Integration Architecture

Articles by Mike Gough.

Published on 27 Jan 2020.🕑 3 minutes read.

Containerising a Vapor application

Learn how to generate and containerise a server-side API using Swift and Vapor inside of a Docker container.

Prerequisites

To keep things simple, we will assume you have already installed the following: Docker Swift * Brew

My setup instructions are based macOS, but you can follow along on Linux as well.

What is Vapor?

Vapor logo

Vapor is an open source web framework written in Swift. It can be used to create RESTful APIs, web apps and real-time applications using WebSockets. It is particularly geared towards projects that utilise the Model View Controller (MVC) style design pattern.

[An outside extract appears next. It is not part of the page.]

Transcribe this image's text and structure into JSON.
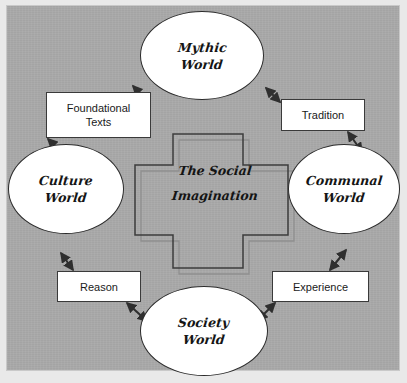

To learn more about Vapor, visit vapor.codes

Installing Vapor

Installing Vapor is a relativly straightforward, it can be done by running the following commands in your preferred Command Line Interface (CLI):

brew tap vapor/tap
brew install vapor/tap/vapor

Once complete, you can verify that Vapor was installed correctly by running:

vapor --help

This should print a list of command options to the screen.

Creating a Vapor project

Vapor is easy to get started with, for this post we will make use of the built in code generator to create a simple Hello World application. Use the vapor executable we installed to create a new project by running the following command:

vapor new hello-world

Once the project files have been generated, navigate into the directory by running:

cd hello-world

Creating a Docker Image

To create a Docker image containing the Vapor project, we can use the web.Dockerfile file that was generated by running the following command:

docker build --build-arg env=docker -t vapor-image -f web.Dockerfile

This command may take some time to finish, but when complete we will have made a Docker image containing our compiled Vapor project. To run the Docker container and our project we can use the following command:

docker run --name vapor-server -p 8080:80 vapor-image

Docker will run the container and bind port 80 inside of the container to port 8080 on your local machine. If you go to your browser and enter http://localhost:8080/hello, you'll see that Vapor is running inside your container... Hello, World!

Summary

Thats It! In this post we have demonstrated how easy it is to get started with Vapor by generating a server-side Swift project. When then illustrated how that project can be compiled and hosted inside of a Docker container. In future posts we will look at how we can expand on this example to develop Swift mircroservices.